Friday, July 31, 2009

FASB is killing the US economy

Federal Accounting Standards Board that is. Accounting is supposed to be the act of adding up income and expenses and computing how much money a company made. T.J. Rodgers of Cypress Semiconductor says that new FASB rules make it impossible to do that anymore. Companies are not allowed to show cash payments for shipped product as income, are required to carry "intangible" assets on their balance sheet, and cannot give their employees stock options except at ruinious cast.
As an example. GM carried $35 billion dollars worth of "tax write offs" on it's balance sheet for years. Just a few months before filing for bankruptcy did GM write these "assets" off. These "assets" could not be sold, could not be exercised, and were totally worthless, but for years they had made GM look like it had $35 billion more than it really did. I don't know what FASB calls this, but I call it fraud.

So where DID David Axelrod go to school?

Yesterday's Wall St Journal front page story quoted Obama top advisor David Axelrod as saying "Making laws is simular to making sausages, you don't want to watch it happening". Neither Axelrod nor the WSF reported seemed to know that they were paraphasing a famous quotation of Otto von Bismarck, the Iron Chancellor from two centuries ago. Do schools teach anything these days?

Laws are like sausages, it is better not to see them being made.
Otto von Bismarck

Tuesday, July 28, 2009

Bimmers and Mercedes escape 35 mpg mandate

From the Wall St. Journal. Dunno how they managed this, I mean Bimmer and Mercedes aren't US companies. You'd think well connected Detroit car companies would be the ones to get a prime loophole like this one. How do German companies land a plum like this? The Obama administration proposes to let any company that sells less than 400,000 (that's right four hundred thousand!) vehicles a year in the US off the 35 mpg deathwish.
Industry lobbyists call this the "German provision". It also helps the smaller Japanese makers like Suzuki and Mitsubishi.
Geez, GM ought to declare Cadillac a small company that sells less than 400,000 cars a year.

Boko Haram means Education is Forbidden

From the Wall St. Journal.
" Abuja Nigeria- An Islamic fundamentalist group expanded its attacks into three states of northern Nigeria on Monday, a day after at least 50 people died during fighting between the group and security forces, according to aid workers and police.
On Monday fundamentalist group Boko Haram, which means "education is prohibited," launched attacks in three states where at least 100 bodies were counted be a reporter in Maidugurin, the capital of the Borno State, the BBC reported. "

Leave it to the "religion of peace" to create a terror gang named "education is forbidden."

Monday, July 27, 2009

We all have gold plated health plans

I worked at a lot of places and had a lot of health plans over the years. Each one paid for everything, accidents, cancer, operations, obstetrics, drug addiction, chiropractice, mental illness, prescription drugs, you name it. That's the ordinary company health plan.
Is that gold plated? What more could a health plan offer?
I think the current talk about taxing gold plated health plans actually means taxing all company plans. Which means taxing most people's health plans, since most people get their health insurance thru their company.
The real reason companies offer nice health plans is the tax break. The plan is tax free to the employee, and so a dollar of health care is worth $1.50, more than a dollar of ordinary taxable salary to employees. Eliminate that tax break and companies will decide it's easier to just pay salary rather than messing around with health care. Given five or ten years and most of us are out of company paid health care and doing God knows what.
You cannot finance health care by taxing health care. It's like hoisting yourself by your bootstraps. Obama needs to learn this.

Sunday, July 26, 2009

Yet another thing Obama didn't talk about

He said nothing about allowing nationwide sale of health insurance. Right now, only insurance companies licensed by the state can sell insurance in that state. Few insurance companies have the time, money, and lawyers to get licensed in all 50 states. So us patients are limited in our choice of insurance company to the few that operate in the state we live in.
We could pass a federal law allowing any insurance company licensed by one state to sell insurance in every state. This would increase competition between insurance companies, and lower premiums. And not raise our taxes at all.

Words of the Weasel Part 10

"Is the recession over?" asked a newsie.
"Probably in a partial limited sense" said Paul Krugman on the ABC Sunday pundit show. Paul Krugman is supposed to be an economist although he is actually an editor of the New York Times. Classic evasion reply, saying both yes and no at the same time.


(About this task):
The required output is a number: how many lines of the data below include the string "risk".

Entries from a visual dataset

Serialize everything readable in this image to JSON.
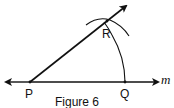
{
  "figure": {
    "caption": "Figure 6",
    "points": {
      "P": "P",
      "Q": "Q",
      "R": "R"
    },
    "line_label": "m"
  }
}
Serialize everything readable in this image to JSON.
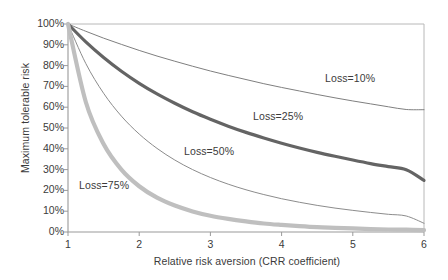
{
  "chart_data": {
    "type": "line",
    "title": "",
    "xlabel": "Relative risk aversion (CRR coefficient)",
    "ylabel": "Maximum tolerable risk",
    "xlim": [
      1,
      6
    ],
    "ylim": [
      0,
      100
    ],
    "grid": false,
    "legend_position": "inline-annotations",
    "xticks": [
      "1",
      "2",
      "3",
      "4",
      "5",
      "6"
    ],
    "xtick_values": [
      1,
      2,
      3,
      4,
      5,
      6
    ],
    "yticks": [
      "0%",
      "10%",
      "20%",
      "30%",
      "40%",
      "50%",
      "60%",
      "70%",
      "80%",
      "90%",
      "100%"
    ],
    "ytick_values": [
      0,
      10,
      20,
      30,
      40,
      50,
      60,
      70,
      80,
      90,
      100
    ],
    "x": [
      1,
      1.25,
      1.5,
      1.75,
      2,
      2.25,
      2.5,
      2.75,
      3,
      3.25,
      3.5,
      3.75,
      4,
      4.25,
      4.5,
      4.75,
      5,
      5.25,
      5.5,
      5.75,
      6
    ],
    "series": [
      {
        "name": "Loss=10%",
        "label": "Loss=10%",
        "color": "#7f7f7f",
        "width": 1.0,
        "values": [
          100.0,
          96.5,
          93.2,
          90.2,
          87.3,
          84.6,
          82.1,
          79.7,
          77.4,
          75.3,
          73.3,
          71.3,
          69.5,
          67.8,
          66.1,
          64.5,
          63.0,
          61.6,
          60.2,
          58.9,
          58.8
        ]
      },
      {
        "name": "Loss=25%",
        "label": "Loss=25%",
        "color": "#646464",
        "width": 3.2,
        "values": [
          100.0,
          91.4,
          83.9,
          77.3,
          71.5,
          66.4,
          61.9,
          57.8,
          54.2,
          50.9,
          47.9,
          45.2,
          42.7,
          40.4,
          38.3,
          36.4,
          34.6,
          32.9,
          31.4,
          29.9,
          24.8
        ]
      },
      {
        "name": "Loss=50%",
        "label": "Loss=50%",
        "color": "#8c8c8c",
        "width": 1.0,
        "values": [
          100.0,
          81.0,
          66.7,
          55.7,
          47.1,
          40.2,
          34.6,
          30.0,
          26.2,
          23.0,
          20.3,
          18.0,
          16.0,
          14.3,
          12.8,
          11.5,
          10.4,
          9.4,
          8.5,
          7.7,
          4.2
        ]
      },
      {
        "name": "Loss=75%",
        "label": "Loss=75%",
        "color": "#bfbfbf",
        "width": 4.2,
        "values": [
          100.0,
          62.5,
          42.3,
          30.0,
          22.0,
          16.5,
          12.7,
          9.9,
          7.8,
          6.3,
          5.1,
          4.1,
          3.4,
          2.8,
          2.3,
          2.0,
          1.7,
          1.4,
          1.2,
          1.1,
          0.9
        ]
      }
    ],
    "annotations": [
      {
        "text": "Loss=10%",
        "x_px": 325,
        "y_px": 72
      },
      {
        "text": "Loss=25%",
        "x_px": 253,
        "y_px": 110
      },
      {
        "text": "Loss=50%",
        "x_px": 184,
        "y_px": 145
      },
      {
        "text": "Loss=75%",
        "x_px": 79,
        "y_px": 179
      }
    ]
  }
}
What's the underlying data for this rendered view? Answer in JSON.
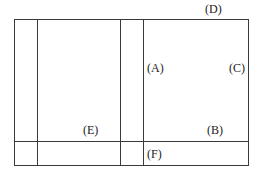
{
  "diagram": {
    "type": "grid-layout-diagram",
    "outer_box": {
      "x": 14,
      "y": 19,
      "width": 235,
      "height": 147
    },
    "vertical_lines_x": [
      37,
      120,
      143
    ],
    "horizontal_lines_y": [
      141
    ],
    "line_color": "#3a3a3a",
    "labels": [
      {
        "id": "D",
        "text": "(D)",
        "x": 205,
        "y": 3
      },
      {
        "id": "A",
        "text": "(A)",
        "x": 147,
        "y": 62
      },
      {
        "id": "C",
        "text": "(C)",
        "x": 229,
        "y": 62
      },
      {
        "id": "E",
        "text": "(E)",
        "x": 83,
        "y": 124
      },
      {
        "id": "B",
        "text": "(B)",
        "x": 207,
        "y": 124
      },
      {
        "id": "F",
        "text": "(F)",
        "x": 147,
        "y": 148
      }
    ]
  }
}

(Written answer):
2